Standard powerline adapters provide wired connections only; models come with one, two or three ethernet ports depending on how many devices you want to connect up in the room in question.

For users wanting to also connect wireless devices like tablets, notebooks and iPhones, you will need a wireless powerline adapter model, which has one or more wired ports but also produces a cloned, wireless access point at the receiving end, meaning your portable devices can pick up this much closer and stronger signal rather than the one from the main router.

The wireless powerline adapters are more advanced models in this sense, allowing for more reliable portable browsing by reproducing the Wi-Fi signal from the main router in the room you need it. These models also have at least one ethernet port to connect up any wired devices you have.

They won’t work in all houses as they need good quality house wiring to allow the adapters to communicate, but when when they do work they’re an excellent way of bypassing Wi-Fi altogether.
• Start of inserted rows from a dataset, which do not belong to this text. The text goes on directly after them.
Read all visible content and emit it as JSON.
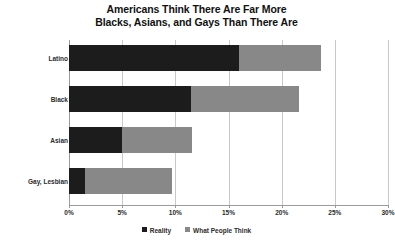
{
  "chart_data": {
    "type": "bar",
    "subtype": "stacked-horizontal",
    "title": "Americans Think There Are Far More Blacks, Asians, and Gays Than There Are",
    "title_lines": [
      "Americans Think There Are Far More",
      "Blacks, Asians, and Gays Than There Are"
    ],
    "categories": [
      "Latino",
      "Black",
      "Asian",
      "Gay, Lesbian"
    ],
    "series": [
      {
        "name": "Reality",
        "color": "#1c1c1c",
        "values": [
          16.0,
          11.5,
          5.0,
          1.5
        ]
      },
      {
        "name": "What People Think",
        "color": "#888888",
        "values": [
          7.7,
          10.1,
          6.6,
          8.2
        ]
      }
    ],
    "totals": [
      23.7,
      21.6,
      11.6,
      9.7
    ],
    "xlabel": "",
    "ylabel": "",
    "xlim": [
      0,
      30
    ],
    "xticks": [
      0,
      5,
      10,
      15,
      20,
      25,
      30
    ],
    "xtick_labels": [
      "0%",
      "5%",
      "10%",
      "15%",
      "20%",
      "25%",
      "30%"
    ],
    "grid": true,
    "grid_axis": "x",
    "legend_position": "bottom",
    "legend": [
      "Reality",
      "What People Think"
    ],
    "value_format": "percent"
  }
}
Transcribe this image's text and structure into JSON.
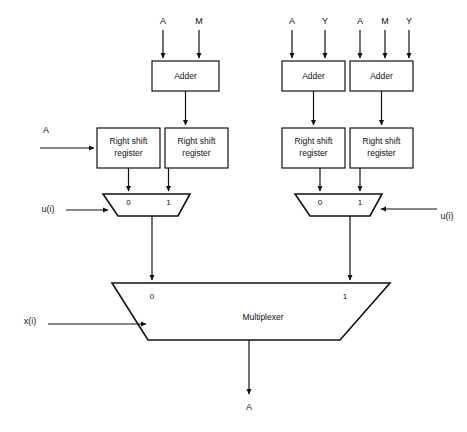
{
  "diagram": {
    "colors": {
      "background": "#ffffff",
      "stroke": "#111111",
      "fill": "#ffffff"
    },
    "adders": [
      {
        "id": "adder-left",
        "label": "Adder",
        "inputs": [
          "A",
          "M"
        ]
      },
      {
        "id": "adder-right-1",
        "label": "Adder",
        "inputs": [
          "A",
          "Y"
        ]
      },
      {
        "id": "adder-right-2",
        "label": "Adder",
        "inputs": [
          "A",
          "M",
          "Y"
        ]
      }
    ],
    "registers": [
      {
        "id": "rsr-1",
        "line1": "Right shift",
        "line2": "register"
      },
      {
        "id": "rsr-2",
        "line1": "Right shift",
        "line2": "register"
      },
      {
        "id": "rsr-3",
        "line1": "Right shift",
        "line2": "register"
      },
      {
        "id": "rsr-4",
        "line1": "Right shift",
        "line2": "register"
      }
    ],
    "small_muxes": [
      {
        "id": "mux-left",
        "sel0": "0",
        "sel1": "1",
        "select_signal": "u(i)",
        "select_side": "left"
      },
      {
        "id": "mux-right",
        "sel0": "0",
        "sel1": "1",
        "select_signal": "u(i)",
        "select_side": "right"
      }
    ],
    "main_mux": {
      "id": "multiplexer-main",
      "label": "Multiplexer",
      "sel0": "0",
      "sel1": "1",
      "select_signal": "x(i)",
      "output": "A"
    },
    "external_inputs": {
      "register_a": "A",
      "adder_left_in_a": "A",
      "adder_left_in_m": "M",
      "adder_right1_in_a": "A",
      "adder_right1_in_y": "Y",
      "adder_right2_in_a": "A",
      "adder_right2_in_m": "M",
      "adder_right2_in_y": "Y",
      "mux_left_select": "u(i)",
      "mux_right_select": "u(i)",
      "main_mux_select": "x(i)"
    },
    "output_label": "A"
  }
}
Solution #2 – Wi-Fi Extenders

If you’re rather keep devices on Wi-Fi, another way to extend wireless coverage to the one room you’re having problems in, is to use a Wi-Fi extender/booster/repeater.

These are simple single plug devices you install in a wall socket that captures and boosts the existing signal from the main router, spreading stronger wireless coverage across an area. If you can find a good place to install the extender near the room with the weak signal, they can be a good solution.

Here’s how you use extenders:

  1. Plug the device into a socket somewhere mid-way between your router and room you’ve got problems in.
  2. Connect to the extender’s open network.
  3. Perform some easy device setup to connect it to the router and set up a new extender network.
  4. Once configured, you can connect devices in the room to this new (closer and stronger) extender network, which in turn draws off the host router’s network.

See our Extenders page for links to some models in different price ranges.

Alternative Option – Wi-Fi Mesh – More expensive but more advanced versions of Wi-Fi extenders, consisting of 2-3 “nodes” or pods you place around the house, to deliver more comprehensive boosted Wi-Fi coverage. Can be good for larger homes or more widespread signal problems, but you’d be forking out a lot of money for Mesh just to fix a problem with one room.